She sat quietly on the edge of the worn armchair, watching the small boy wrestle with his discovery of the world. His little hands gripped the sides of the training pot, his curious eyes studying the small pool that shimmered like gold in the morning light. When he reached to touch it, she gave a gentle tap — not in anger, but in guidance. The same way Jah sometimes taps the human heart to remind it of boundaries and grace.
Her mind wandered then, as it often did, through the forests of memory — the kind filled with Snow White’s whispers and Cinderella’s waiting dreams. There was once a time when she too believed every love story had a prince and every loss had a clear reason. But life had proven less kind, more complex. Some hearts lived only in their own heads, chasing comfort rather than compassion.
She thought of him — the one who had drifted away, balloon-like, full of words lighter than air. How tempting it was to hold onto that helium, to keep it close, even though she knew it was never meant to be breathed in. Poisonous air disguised as promise.
Her faith wrestled quietly within her chest. The human ache to be seen. The spiritual call to forgive. The woman inside her wondered if releasing the balloon meant losing part of herself — or saving it.
The wind stirred the curtains then, brushing her face with a tenderness she recognized. It was not the man’s voice she heard, but Jah’s — steady and loving. “Who is like Me?” the whisper seemed to ask. No one. No love like His.
And so she exhaled. The balloon drifted upward, caught by a sky that needed no permission to carry it away. She smiled at her grandson, now giggling at the sound of the toilet lid closing, and knew that in some small, sacred way — both of them were learning what it meant to grow.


=== Task goal ===
Would you return every line of the listing below that has "drawing" in it?

=== Listed entries ===

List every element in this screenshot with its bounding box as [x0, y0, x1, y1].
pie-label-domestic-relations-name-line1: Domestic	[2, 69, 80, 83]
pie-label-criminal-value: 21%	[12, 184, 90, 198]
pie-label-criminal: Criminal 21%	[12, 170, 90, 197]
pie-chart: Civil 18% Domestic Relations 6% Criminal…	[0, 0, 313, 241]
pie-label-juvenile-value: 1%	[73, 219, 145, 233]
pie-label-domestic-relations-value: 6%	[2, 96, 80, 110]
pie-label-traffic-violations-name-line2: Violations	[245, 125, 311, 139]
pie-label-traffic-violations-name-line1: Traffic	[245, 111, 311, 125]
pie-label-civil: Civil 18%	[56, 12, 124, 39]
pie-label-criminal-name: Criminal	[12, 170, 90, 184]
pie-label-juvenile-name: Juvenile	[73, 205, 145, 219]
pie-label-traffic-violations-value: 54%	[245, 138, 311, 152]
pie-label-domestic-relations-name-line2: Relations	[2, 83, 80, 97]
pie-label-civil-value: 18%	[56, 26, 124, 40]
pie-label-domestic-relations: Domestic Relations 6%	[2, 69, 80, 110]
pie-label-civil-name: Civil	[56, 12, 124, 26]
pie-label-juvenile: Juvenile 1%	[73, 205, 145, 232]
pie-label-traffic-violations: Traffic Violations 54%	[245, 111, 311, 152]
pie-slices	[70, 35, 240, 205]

* * *

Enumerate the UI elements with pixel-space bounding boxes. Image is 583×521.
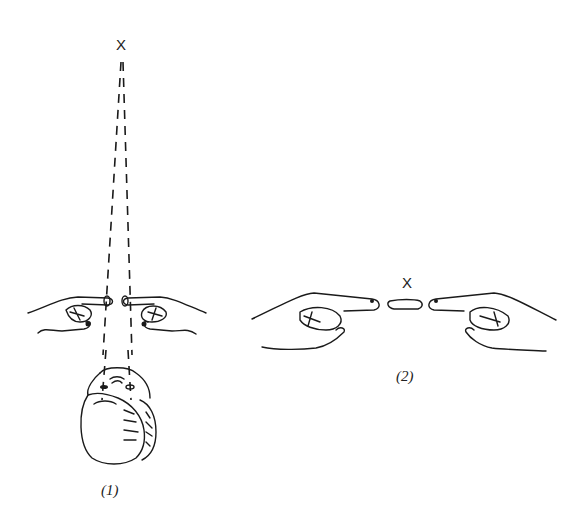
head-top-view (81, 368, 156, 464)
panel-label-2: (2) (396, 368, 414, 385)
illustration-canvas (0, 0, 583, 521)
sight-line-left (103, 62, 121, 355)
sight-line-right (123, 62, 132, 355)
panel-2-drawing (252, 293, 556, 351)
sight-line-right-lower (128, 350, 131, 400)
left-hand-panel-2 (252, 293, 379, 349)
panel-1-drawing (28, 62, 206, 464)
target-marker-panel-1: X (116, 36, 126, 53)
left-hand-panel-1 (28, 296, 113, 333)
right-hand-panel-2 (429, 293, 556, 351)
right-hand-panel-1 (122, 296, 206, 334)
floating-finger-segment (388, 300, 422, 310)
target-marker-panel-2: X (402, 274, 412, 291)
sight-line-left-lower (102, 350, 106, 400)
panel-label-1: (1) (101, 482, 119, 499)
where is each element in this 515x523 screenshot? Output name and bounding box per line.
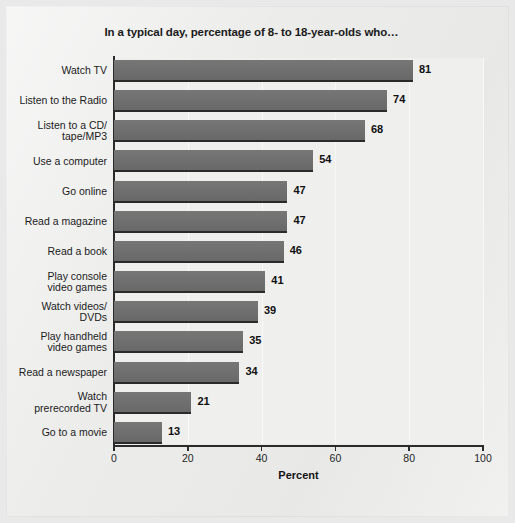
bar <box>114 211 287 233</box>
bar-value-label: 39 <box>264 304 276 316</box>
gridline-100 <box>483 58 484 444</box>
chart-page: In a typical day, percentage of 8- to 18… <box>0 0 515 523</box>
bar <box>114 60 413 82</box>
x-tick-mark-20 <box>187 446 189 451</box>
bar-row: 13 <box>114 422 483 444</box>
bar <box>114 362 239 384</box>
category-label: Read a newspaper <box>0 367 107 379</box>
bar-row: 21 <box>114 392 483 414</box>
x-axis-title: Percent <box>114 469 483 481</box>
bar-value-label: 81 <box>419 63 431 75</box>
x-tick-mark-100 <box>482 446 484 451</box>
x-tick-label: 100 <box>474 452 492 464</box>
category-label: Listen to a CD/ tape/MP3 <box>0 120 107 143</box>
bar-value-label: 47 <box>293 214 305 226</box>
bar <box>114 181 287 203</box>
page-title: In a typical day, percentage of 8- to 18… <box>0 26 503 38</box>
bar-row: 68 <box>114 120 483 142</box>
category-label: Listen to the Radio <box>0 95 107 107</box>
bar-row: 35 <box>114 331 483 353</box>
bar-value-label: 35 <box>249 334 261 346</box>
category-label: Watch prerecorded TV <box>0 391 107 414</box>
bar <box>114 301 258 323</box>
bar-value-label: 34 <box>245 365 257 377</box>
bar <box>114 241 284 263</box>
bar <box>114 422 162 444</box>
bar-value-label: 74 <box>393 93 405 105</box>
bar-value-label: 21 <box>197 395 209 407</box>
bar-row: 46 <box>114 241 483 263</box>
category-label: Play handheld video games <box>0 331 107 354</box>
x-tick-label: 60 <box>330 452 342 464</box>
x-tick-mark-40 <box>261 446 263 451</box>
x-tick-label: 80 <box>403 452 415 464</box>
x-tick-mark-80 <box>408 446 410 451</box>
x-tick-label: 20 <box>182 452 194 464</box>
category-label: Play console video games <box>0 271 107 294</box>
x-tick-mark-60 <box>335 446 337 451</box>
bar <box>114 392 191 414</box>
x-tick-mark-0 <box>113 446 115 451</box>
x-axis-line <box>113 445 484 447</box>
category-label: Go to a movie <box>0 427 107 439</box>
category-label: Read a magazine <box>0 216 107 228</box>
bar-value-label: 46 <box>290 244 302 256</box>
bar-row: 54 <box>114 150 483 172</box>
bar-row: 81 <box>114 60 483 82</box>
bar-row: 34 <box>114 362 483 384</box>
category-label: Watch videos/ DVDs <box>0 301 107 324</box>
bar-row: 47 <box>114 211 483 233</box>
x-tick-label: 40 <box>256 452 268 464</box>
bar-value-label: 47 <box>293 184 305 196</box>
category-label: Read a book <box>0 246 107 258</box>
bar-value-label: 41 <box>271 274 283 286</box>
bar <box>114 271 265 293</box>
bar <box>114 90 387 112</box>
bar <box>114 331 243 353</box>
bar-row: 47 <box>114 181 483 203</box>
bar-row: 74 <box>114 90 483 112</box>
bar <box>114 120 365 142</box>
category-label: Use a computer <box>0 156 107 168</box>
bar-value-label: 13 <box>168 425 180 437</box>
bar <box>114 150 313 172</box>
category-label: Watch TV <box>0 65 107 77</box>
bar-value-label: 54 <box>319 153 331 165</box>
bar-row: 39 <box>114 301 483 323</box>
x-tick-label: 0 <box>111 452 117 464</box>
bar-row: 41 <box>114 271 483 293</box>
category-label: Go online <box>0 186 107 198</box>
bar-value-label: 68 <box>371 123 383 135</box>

==

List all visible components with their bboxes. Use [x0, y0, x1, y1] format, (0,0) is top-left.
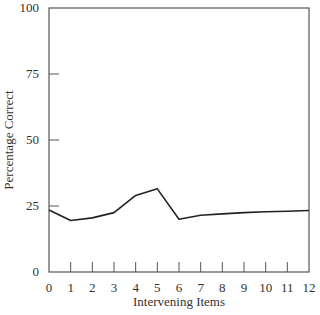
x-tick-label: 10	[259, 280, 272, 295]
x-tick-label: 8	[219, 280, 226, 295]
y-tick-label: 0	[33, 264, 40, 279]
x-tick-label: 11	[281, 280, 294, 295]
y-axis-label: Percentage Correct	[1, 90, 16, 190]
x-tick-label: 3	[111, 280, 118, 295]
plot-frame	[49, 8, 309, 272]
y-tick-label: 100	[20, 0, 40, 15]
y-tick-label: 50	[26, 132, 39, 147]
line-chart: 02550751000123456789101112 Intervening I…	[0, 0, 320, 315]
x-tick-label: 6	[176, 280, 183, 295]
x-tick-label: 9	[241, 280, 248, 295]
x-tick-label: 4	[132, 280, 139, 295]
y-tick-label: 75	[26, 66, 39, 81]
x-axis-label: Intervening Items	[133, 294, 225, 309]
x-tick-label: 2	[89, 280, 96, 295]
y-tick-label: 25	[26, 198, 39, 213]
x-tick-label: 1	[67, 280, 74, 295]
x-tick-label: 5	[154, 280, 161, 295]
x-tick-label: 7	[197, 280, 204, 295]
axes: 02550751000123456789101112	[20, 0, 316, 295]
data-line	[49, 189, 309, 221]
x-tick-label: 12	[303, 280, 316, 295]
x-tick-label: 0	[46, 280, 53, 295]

=== Answer section ===
panel-2-drawing (252, 293, 556, 351)
panel-1-drawing (28, 62, 206, 464)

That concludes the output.